Kidwelly Priory

Kidwelly Priory was a Benedictine abbey in Kidwelly, Wales.

Roger, bishop of Salisbury (d.1139), a Norman invader founded the priory of Kidwelly,[1] but it seems to have been a place of Celtic veneration of Saint Cadog for some centuries prior to that.[2][3][4]

It was a daughter abbey of Sherborne Abbey,[5] and although well documented in the historical record it appears to have remained small for its extent. It was dissolved 1539, by Henry VIII.

Today the abbey remains a parish church, St Mary's[6] with much of the surviving fabric dates to the fourteenth century, c. 1320.[7]

Priors of Kidweli

Priors of Kidwelly Medieval[8]

References

  1. D. Daven Jones, A History of Kidwelly (Carmarthen, 1908), pp. 612.
  2. Royal Commission of Ancient Monuments. Carmarthenshire Inventory (HMSO, 1917), p.55.
  3. F. G. Cowley, The Monastic Order in South Wales, 1066-1349 (Cardiff, 1977), chap. II.
  4. Kegidock: Killey — A Topographical Dictionary of Wales (pp.445-456).
  5. Kidwelly (Priory).
  6. Kidwelly, St Mary's Church BY David Ross.
  7. Remnants of Kidwelly Priory.
  8. Kidwelly Priory by GLANMOR WILLIAMS.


DIRECTIONS FOR THIS TASK: From the entries below, gather each line containing the word "alps".

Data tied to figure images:
+ + +

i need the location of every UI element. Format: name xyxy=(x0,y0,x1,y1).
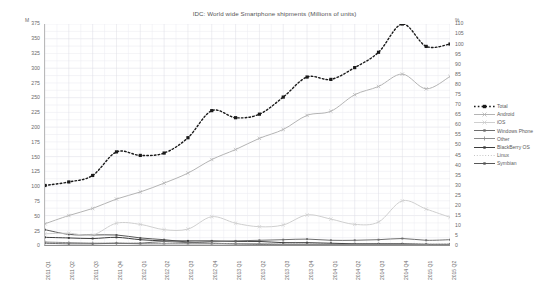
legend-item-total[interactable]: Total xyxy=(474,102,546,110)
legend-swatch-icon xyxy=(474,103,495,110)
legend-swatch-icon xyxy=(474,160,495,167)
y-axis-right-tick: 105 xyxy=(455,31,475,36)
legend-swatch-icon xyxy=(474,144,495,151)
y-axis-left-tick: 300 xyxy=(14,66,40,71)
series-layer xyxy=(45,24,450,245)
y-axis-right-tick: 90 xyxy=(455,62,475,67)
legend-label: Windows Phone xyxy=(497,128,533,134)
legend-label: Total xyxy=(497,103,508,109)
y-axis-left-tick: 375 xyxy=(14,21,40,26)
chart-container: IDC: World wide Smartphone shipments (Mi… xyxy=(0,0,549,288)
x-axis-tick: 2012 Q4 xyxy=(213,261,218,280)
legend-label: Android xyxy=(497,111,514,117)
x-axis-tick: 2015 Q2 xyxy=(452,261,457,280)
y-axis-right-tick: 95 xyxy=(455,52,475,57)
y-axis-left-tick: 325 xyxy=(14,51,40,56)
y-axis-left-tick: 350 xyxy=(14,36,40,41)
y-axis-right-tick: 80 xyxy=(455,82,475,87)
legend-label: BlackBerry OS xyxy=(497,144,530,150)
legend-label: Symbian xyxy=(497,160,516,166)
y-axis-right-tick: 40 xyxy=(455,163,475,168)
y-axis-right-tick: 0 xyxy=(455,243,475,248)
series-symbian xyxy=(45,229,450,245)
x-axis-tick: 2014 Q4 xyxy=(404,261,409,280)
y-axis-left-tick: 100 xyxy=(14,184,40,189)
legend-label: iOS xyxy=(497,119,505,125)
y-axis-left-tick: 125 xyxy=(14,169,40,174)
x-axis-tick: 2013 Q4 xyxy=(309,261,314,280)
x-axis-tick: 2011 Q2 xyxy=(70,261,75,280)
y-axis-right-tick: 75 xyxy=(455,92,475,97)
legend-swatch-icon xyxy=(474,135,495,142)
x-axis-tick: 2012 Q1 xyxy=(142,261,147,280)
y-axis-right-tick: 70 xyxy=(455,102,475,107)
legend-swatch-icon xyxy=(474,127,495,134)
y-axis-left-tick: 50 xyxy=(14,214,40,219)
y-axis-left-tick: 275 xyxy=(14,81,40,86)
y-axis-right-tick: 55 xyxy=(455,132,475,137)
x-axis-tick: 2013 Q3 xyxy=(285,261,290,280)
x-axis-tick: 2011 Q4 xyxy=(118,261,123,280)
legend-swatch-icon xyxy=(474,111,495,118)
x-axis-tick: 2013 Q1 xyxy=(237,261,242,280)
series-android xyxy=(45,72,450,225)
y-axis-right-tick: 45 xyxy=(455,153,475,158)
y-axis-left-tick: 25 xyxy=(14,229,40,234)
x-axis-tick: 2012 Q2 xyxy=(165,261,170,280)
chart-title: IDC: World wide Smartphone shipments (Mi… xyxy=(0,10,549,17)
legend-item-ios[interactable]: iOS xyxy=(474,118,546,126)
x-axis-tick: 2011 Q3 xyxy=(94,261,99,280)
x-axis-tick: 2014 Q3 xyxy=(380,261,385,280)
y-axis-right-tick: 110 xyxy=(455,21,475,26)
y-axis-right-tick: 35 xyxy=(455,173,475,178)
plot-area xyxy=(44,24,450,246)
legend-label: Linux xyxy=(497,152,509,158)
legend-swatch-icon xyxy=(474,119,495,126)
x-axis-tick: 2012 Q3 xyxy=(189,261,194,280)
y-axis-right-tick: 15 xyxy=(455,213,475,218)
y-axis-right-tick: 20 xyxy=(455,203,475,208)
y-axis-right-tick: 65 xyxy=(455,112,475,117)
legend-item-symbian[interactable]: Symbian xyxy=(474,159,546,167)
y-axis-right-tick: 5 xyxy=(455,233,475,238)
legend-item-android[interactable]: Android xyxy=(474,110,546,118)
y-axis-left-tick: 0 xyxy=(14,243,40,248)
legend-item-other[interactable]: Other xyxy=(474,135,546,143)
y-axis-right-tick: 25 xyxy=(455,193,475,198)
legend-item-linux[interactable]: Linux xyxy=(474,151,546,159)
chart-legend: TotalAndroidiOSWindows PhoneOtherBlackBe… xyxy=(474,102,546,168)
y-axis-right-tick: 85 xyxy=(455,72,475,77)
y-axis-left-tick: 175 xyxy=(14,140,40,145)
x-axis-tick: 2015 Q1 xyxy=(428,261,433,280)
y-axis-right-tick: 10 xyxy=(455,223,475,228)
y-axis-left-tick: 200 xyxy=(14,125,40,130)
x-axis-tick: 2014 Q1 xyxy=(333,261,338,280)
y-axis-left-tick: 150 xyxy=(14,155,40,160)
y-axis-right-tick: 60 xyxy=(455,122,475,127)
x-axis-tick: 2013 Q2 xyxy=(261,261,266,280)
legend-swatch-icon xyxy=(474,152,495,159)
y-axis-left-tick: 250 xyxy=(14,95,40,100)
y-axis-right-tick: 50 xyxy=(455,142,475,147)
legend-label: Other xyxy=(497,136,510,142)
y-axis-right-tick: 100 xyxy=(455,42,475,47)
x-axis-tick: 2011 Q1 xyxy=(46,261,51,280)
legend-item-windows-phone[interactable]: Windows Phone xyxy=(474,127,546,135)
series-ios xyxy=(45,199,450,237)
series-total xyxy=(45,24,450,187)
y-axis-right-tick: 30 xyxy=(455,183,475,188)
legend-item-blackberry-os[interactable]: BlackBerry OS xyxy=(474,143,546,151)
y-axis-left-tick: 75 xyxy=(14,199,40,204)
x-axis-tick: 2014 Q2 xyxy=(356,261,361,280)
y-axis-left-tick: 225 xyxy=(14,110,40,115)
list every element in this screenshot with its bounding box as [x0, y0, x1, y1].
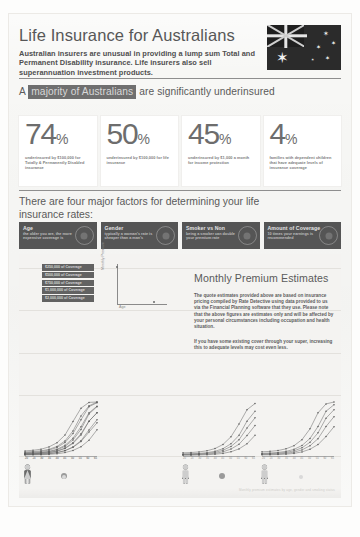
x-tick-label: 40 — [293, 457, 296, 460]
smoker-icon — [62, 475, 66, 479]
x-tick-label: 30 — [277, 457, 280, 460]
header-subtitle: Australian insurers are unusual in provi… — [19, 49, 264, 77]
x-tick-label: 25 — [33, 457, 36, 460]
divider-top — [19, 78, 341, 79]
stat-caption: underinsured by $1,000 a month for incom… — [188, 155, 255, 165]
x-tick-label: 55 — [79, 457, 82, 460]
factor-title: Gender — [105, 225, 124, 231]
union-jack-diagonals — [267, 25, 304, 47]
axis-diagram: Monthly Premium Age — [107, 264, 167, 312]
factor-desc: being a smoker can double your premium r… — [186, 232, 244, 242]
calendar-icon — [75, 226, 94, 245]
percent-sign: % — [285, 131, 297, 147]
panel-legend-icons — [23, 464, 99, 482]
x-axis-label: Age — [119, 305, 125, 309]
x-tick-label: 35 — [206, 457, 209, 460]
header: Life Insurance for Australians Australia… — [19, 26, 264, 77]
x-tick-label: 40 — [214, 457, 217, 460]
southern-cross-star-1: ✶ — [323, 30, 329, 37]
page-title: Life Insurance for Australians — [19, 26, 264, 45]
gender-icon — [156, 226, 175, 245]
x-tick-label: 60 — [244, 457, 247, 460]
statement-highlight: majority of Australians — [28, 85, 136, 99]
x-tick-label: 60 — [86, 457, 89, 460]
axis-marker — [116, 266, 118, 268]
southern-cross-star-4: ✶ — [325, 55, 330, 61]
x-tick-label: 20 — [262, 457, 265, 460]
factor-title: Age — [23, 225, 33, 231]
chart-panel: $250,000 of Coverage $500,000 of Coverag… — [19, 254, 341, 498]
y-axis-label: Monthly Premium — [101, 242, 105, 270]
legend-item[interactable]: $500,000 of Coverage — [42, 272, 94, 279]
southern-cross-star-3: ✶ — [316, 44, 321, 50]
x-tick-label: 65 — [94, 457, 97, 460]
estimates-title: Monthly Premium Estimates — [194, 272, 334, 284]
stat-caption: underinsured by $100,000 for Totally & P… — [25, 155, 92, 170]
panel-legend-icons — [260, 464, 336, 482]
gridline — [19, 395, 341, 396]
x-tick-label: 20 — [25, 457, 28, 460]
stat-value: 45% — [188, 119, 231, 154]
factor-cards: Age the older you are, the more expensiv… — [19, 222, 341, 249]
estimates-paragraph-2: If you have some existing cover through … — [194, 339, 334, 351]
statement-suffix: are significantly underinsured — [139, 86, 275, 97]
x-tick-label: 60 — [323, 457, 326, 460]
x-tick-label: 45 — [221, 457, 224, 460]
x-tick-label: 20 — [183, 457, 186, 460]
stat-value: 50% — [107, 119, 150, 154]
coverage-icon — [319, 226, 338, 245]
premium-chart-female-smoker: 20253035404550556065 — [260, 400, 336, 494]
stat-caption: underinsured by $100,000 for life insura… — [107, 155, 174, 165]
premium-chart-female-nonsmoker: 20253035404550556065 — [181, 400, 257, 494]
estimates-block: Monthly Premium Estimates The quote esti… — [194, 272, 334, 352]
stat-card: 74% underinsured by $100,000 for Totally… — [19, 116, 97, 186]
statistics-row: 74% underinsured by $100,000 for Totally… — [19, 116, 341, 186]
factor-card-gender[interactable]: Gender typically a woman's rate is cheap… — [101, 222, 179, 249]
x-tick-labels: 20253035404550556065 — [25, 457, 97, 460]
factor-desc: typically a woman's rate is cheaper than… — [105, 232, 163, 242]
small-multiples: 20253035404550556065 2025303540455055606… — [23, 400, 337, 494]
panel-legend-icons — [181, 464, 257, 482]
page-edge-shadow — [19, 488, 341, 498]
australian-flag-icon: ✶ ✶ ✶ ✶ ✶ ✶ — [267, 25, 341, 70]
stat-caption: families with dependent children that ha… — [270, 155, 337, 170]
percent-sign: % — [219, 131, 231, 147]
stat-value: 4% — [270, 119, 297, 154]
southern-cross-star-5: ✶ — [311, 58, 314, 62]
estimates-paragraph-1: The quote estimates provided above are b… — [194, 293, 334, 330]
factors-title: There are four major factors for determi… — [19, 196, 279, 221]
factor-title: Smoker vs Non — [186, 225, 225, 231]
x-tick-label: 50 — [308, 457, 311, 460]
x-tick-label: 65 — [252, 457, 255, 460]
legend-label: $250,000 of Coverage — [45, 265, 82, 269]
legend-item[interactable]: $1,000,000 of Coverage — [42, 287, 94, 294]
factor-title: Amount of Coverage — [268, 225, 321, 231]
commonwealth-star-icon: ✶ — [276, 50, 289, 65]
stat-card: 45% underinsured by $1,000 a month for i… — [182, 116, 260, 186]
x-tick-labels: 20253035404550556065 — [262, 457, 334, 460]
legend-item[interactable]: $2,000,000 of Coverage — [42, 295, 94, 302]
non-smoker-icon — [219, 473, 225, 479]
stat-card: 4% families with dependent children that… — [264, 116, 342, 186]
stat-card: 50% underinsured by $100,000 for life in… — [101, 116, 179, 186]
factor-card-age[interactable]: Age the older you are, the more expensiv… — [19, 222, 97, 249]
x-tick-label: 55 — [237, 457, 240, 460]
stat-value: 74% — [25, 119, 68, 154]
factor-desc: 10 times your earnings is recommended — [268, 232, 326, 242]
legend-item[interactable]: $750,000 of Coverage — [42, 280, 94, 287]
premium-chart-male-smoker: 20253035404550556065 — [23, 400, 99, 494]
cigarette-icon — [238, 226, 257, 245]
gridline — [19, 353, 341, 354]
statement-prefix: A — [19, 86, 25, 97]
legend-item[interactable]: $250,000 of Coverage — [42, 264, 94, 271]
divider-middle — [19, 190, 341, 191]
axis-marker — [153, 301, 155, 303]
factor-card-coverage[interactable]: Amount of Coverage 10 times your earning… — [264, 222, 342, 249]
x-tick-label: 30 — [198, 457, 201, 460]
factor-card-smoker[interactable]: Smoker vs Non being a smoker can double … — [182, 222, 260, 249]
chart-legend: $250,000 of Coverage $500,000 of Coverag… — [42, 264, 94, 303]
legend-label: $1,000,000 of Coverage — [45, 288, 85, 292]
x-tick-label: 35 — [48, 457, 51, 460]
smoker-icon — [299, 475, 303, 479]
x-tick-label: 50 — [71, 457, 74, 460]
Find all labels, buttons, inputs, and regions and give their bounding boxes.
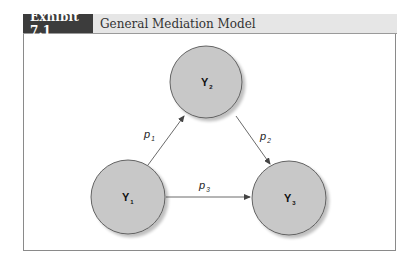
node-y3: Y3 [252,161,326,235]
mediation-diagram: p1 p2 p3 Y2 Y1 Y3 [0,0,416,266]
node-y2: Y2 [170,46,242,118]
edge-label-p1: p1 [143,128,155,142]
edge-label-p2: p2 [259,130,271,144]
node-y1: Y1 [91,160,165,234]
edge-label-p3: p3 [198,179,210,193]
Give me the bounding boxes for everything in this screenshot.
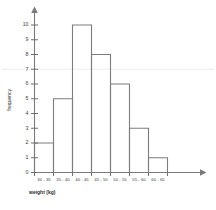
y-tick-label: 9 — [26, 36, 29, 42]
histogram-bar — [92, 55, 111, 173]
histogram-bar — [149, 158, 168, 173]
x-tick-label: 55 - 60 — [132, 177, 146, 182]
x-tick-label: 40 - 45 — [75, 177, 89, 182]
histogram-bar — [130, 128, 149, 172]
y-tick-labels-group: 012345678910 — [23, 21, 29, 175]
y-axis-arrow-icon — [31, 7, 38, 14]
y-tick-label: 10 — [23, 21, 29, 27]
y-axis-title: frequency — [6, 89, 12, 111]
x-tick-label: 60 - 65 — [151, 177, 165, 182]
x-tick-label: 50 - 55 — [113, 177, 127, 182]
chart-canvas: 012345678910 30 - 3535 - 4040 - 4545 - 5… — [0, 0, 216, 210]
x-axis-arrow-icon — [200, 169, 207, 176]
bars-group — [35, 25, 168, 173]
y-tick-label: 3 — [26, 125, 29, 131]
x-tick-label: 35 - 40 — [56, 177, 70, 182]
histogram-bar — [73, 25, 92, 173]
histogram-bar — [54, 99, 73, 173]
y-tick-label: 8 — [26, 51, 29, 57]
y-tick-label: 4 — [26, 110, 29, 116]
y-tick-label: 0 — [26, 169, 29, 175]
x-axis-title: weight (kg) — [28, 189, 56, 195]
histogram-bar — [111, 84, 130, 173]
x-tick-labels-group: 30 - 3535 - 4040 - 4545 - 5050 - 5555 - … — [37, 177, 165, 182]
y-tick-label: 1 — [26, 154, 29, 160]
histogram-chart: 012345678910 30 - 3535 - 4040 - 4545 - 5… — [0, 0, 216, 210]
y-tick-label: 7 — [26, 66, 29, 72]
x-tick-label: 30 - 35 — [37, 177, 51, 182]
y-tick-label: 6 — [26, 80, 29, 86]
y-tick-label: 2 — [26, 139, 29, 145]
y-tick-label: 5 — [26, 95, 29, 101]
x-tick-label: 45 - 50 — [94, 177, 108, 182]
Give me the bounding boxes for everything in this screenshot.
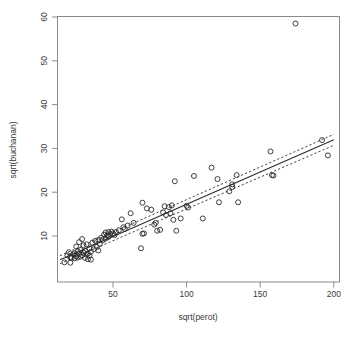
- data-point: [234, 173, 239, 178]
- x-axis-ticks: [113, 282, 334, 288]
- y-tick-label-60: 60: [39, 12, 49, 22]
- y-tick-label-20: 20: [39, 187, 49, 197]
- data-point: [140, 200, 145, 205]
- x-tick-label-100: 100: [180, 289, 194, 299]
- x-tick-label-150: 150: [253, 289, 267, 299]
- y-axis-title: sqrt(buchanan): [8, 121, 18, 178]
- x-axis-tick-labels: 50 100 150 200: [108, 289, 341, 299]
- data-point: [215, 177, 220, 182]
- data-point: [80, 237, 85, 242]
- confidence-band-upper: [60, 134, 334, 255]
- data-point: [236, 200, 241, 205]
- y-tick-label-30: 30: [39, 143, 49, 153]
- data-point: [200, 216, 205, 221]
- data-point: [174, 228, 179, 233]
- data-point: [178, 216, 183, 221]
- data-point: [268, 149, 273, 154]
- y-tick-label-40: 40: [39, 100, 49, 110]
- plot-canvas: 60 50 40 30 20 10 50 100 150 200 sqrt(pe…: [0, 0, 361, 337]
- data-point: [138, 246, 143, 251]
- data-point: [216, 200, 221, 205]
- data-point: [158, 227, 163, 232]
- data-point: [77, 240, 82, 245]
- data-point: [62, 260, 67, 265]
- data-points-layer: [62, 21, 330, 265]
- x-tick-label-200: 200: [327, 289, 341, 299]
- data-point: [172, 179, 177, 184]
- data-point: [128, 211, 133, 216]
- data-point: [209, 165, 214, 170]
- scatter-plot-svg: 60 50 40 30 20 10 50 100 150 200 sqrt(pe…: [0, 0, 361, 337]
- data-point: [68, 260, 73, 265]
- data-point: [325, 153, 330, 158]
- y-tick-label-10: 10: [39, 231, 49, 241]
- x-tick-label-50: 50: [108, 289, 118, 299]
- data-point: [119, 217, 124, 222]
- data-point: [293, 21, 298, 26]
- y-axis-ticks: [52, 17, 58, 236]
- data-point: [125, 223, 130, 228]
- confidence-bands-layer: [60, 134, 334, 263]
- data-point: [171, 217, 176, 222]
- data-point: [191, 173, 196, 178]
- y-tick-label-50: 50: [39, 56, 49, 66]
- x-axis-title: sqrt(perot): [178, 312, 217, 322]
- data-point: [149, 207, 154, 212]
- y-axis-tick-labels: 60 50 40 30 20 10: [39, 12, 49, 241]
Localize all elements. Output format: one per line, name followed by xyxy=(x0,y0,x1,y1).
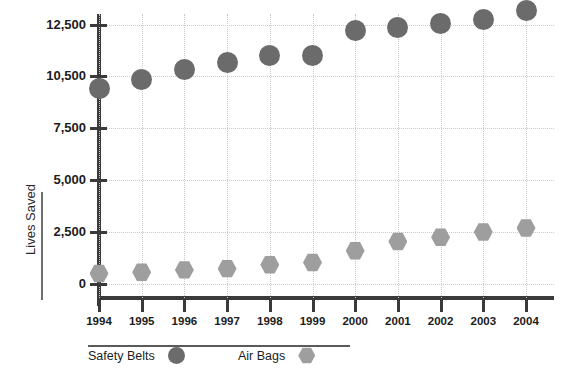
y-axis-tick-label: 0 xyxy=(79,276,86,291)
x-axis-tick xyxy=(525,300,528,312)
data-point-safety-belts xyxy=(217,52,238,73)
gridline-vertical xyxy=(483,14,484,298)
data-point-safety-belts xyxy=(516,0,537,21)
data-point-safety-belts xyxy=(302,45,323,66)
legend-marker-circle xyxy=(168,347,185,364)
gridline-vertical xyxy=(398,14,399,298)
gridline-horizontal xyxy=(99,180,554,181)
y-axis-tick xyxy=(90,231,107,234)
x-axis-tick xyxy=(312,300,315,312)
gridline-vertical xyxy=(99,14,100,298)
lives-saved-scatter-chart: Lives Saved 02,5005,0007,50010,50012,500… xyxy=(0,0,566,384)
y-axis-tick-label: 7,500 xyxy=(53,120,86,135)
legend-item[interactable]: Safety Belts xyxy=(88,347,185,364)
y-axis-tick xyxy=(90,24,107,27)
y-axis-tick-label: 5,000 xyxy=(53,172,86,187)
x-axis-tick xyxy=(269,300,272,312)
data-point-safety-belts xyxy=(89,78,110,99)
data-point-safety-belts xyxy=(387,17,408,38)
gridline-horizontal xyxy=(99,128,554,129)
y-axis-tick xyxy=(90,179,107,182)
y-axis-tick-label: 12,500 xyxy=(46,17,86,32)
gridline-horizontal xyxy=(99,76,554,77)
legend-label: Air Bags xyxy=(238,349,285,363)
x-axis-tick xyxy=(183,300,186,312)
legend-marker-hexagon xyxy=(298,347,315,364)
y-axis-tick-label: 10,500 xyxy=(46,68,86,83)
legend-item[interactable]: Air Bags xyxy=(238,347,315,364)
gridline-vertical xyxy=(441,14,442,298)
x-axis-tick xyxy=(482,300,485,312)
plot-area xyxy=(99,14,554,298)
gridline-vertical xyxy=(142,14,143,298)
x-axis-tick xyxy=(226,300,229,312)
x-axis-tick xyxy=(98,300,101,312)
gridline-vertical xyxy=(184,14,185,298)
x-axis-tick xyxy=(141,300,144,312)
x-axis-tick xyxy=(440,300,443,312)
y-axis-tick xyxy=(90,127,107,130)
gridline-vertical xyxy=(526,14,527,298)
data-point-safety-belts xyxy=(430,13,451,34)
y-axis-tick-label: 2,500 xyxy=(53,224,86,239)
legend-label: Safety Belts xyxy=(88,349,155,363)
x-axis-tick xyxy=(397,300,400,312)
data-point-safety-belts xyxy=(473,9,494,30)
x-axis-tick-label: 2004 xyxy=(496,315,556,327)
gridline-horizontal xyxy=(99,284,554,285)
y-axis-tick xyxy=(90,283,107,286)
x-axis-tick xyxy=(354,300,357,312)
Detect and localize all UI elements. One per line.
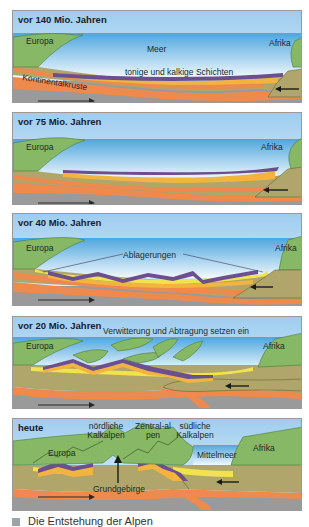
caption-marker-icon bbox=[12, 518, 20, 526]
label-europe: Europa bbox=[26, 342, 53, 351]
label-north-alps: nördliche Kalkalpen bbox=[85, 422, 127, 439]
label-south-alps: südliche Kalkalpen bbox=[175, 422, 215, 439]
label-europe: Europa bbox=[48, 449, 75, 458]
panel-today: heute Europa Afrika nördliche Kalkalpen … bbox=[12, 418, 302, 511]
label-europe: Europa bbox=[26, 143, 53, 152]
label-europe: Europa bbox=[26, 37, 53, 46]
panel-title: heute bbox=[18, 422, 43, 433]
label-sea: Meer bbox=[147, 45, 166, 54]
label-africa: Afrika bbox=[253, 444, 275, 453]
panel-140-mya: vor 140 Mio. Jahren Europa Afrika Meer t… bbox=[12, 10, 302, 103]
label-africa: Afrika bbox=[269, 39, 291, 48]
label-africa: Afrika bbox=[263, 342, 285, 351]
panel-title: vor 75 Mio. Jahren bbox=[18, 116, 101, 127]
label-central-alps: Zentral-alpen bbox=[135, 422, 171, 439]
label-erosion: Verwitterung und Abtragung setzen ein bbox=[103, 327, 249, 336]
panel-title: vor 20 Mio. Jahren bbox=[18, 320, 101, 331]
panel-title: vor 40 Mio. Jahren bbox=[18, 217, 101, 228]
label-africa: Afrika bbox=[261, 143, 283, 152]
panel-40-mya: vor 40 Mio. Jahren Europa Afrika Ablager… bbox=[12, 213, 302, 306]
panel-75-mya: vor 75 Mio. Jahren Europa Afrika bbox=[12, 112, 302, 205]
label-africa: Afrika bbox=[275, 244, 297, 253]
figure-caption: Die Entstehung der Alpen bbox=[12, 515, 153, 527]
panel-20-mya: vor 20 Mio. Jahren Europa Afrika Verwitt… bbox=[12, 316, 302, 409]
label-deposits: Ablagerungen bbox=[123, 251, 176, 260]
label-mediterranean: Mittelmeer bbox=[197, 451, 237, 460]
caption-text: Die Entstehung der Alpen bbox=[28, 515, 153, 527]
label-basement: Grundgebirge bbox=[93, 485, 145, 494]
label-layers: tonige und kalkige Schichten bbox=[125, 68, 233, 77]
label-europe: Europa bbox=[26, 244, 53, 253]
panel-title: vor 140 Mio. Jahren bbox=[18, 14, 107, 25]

+ + +

EXERCISE RESPONSE:
label-north-alps: nördliche Kalkalpen bbox=[85, 422, 127, 439]
label-south-alps: südliche Kalkalpen bbox=[175, 422, 215, 439]
label-central-alps: Zentral-alpen bbox=[135, 422, 171, 439]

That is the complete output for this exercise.